If you want to talk about the rising price of commodity grains, you need to include peanuts. Consumers are being told to "Get your peanut butter — before prices soar." Kraft will raise prices for its Planters brand peanut butter by 40% starting October 31.

Brace yourselves, peanut butter lovers, prices are set to shoot up in the coming weeks following one of the poorest peanut harvest seasons growers have seen in years.

Prices for a ton of runner peanuts, commonly used to make peanut butter, hit nearly $1,200 this week, according to estimates by the U.S. Department of Agriculture. That's up from just $450 per ton at this time last year.

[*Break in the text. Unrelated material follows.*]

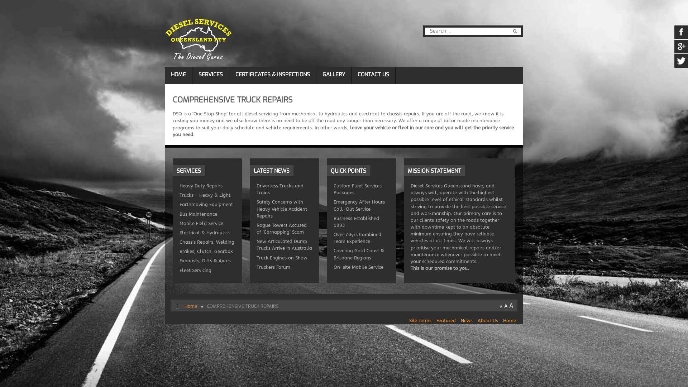 This screenshot has height=387, width=688. Describe the element at coordinates (211, 74) in the screenshot. I see `SERVICES` at that location.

Shoppers should expect these price increases to spread their way.

Kraft will raise prices for its Planters brand peanut butter by 40% starting October 31, while ConAgra's Peter Pan brand will see prices jump between 22-24% this month, according to company spokesmen. A spokesperson for Unilever, which produces Skippy, would say only that the company "is watching the commodities market very closely and will take pricing adjustments as needed".

Representatives for J.M. Smucker, which produces Jif, did not respond to a request for comment.

What's to blame for this sticky situation? The intense heat and drought that hit the southern U.S. this year, said John Beasley, a professor of crop physiology and management at the University of Georgia.

"It was just unmerciful, and we had a lot of problems setting the crop," he said. "I literally walked some fields that had zero yield."

In addition, Beasley said, high prices last year for other crops, such as cotton, corn and soy beans, led farmers who might otherwise have grown peanuts to focus their efforts elsewhere.

Overall, U.S. peanut production will hit 3.63 billion pounds this year, down 13% from last year's total of 4.16 billion pounds, according to a Department of Agriculture report released this week.

Americans spend almost $800 million a year on peanut butter and consume more than six pounds of peanut products each year on average, according to The National Peanut Board, a farmer-funded research and promotion group.

Sales may not be so smooth during the looming price crunch. In any case, a shift in peanut butter consumption shouldn't make a huge difference to the nutritional quality of most Americans' diets, said Marion Nestle, a nutrition professor at New York University.

"For the average person in America," she said, "it would be a good idea to eat less of almost everything."